Walking in a Graveyard

The phrase "somebody just walked over my grave" is a superstition about when a person gets a creepy chill.  Various sites give a dry explanation but U.K site, The Phrase Finder, gives a slightly fuller look at its medieval legendary origin, an American variant I'd forgotten, and a scientific explanation.  (It's an interesting site to prowl for sayings you may wonder about their origin.)

If you are in my area, please join me for yet another cemetery walk.  That's why I'm sending this out as yet a second early message.  A storyteller's life is filled with a calendar dotted with individual programs -- or at least it was before the schedule canceling caused by Covid.  Things have become end-of-warm-weather hectic as we stand on the brink of another winter once again unpredictable as to how storytelling, theatre, schools, libraries, museums and so much more will be affected.

I love doing what I call "running my mouth for fun and profit!"  Storytelling is my main focus with added bits of time substituting at a nearby library because I didn't want to lose my skills at another profession I love.  Covid has moved storytelling into the virtual world and caused me to look at what I do and why I do it.

Earlier this week I mentioned my undergraduate degree in Theatre Arts.  Theatre for me is addictive.  For many years my library schedule prevented returning to it.  The first time I was able once again to return, I found it sucking me back into its world.  Nowadays that means Community Theatre as most professional commitments would require more than my storytelling time permits.  Even that is limited to involvement within a half hour of my home.  At one point Michigan began offering more film work.  I confess to considering it, but never "got around to it."  Why?  My reluctance to convert my storytelling to a virtual platform revealed the reason.  

For several years at my first library job I had a weekly radio and later cable television program.  My theatre training permits my imagining an audience when performing alone, so why don't I seek virtual opportunities?  When a venue wants me to come and be filmed for presentation virtually, I will do it, BUT find even the smallest of audiences makes the process so much more rewarding.  Why?  Why do I do what I do?  Examining those questions revealed a need for audience response.  Even the less direct  (and slightly less satisfactory) involvement of directing a show still can give audience response.  Similarly doing online reference work lacks the public response a librarian receives over the desk or, at least, on the phone.  I require public contact and response in my work.  Movies, for example, lack that.  They give, at best, a delayed response.  

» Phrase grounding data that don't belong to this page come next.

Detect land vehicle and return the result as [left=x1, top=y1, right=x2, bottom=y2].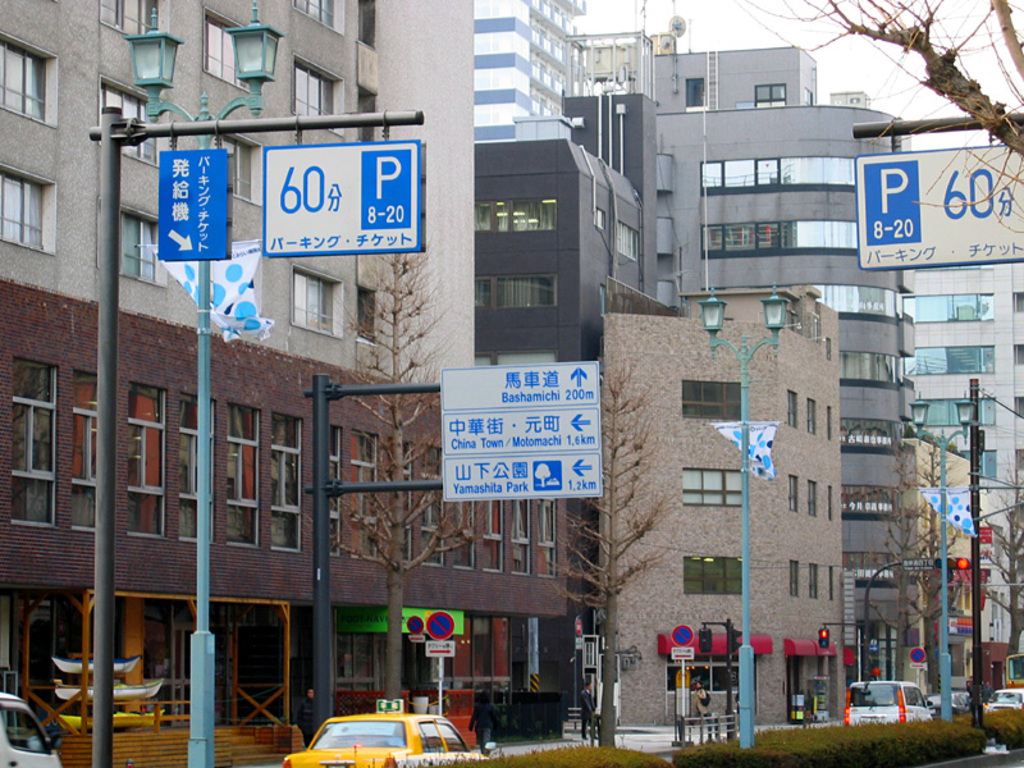
[left=925, top=687, right=972, bottom=719].
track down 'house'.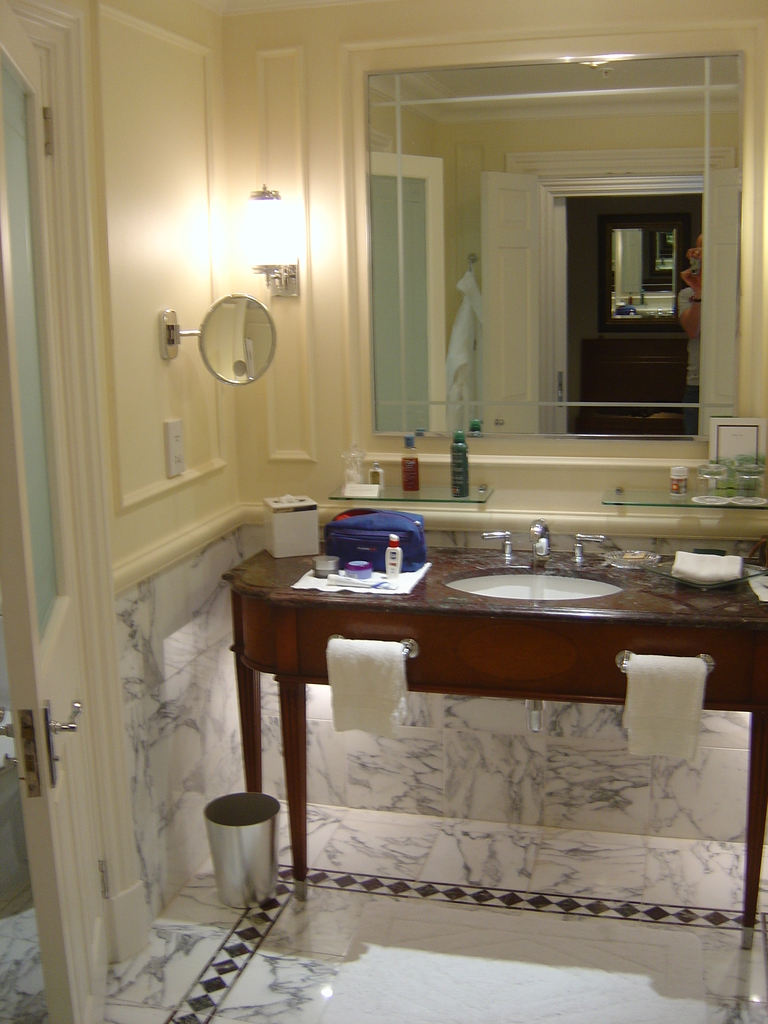
Tracked to box(0, 3, 767, 1023).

This blog is called "Storytelling + Research = LoiS", but I would hate to lose all interaction with an audience.  It's why I've never really followed through on switching to writing as a profession.  So if you're able to catch my storytelling, it probably will be a live performance.  Yes, I have some recorded programs, but, like snowflakes, each live performance is different.  The audience interaction in them makes a difference in how I present it.  When done just before a videographer it will differ somewhat from what I offer to an actual audience.  

A perfect example of that occurs this month in "spooky" programs offered to families possibly bringing preschoolers up through older children and still another to disabled adults touched by Covid deaths.  I must judge each group avoiding inappropriate material and present what is most likely to be what that audience can enjoy.  Former president Bill Clinton made famous the phrase "It's the economy, stupid" to explain what he saw as the critical deciding factor in elections.  For my storytelling it's the audience which is critical.  It would be stupid for me to eliminate their response in my work.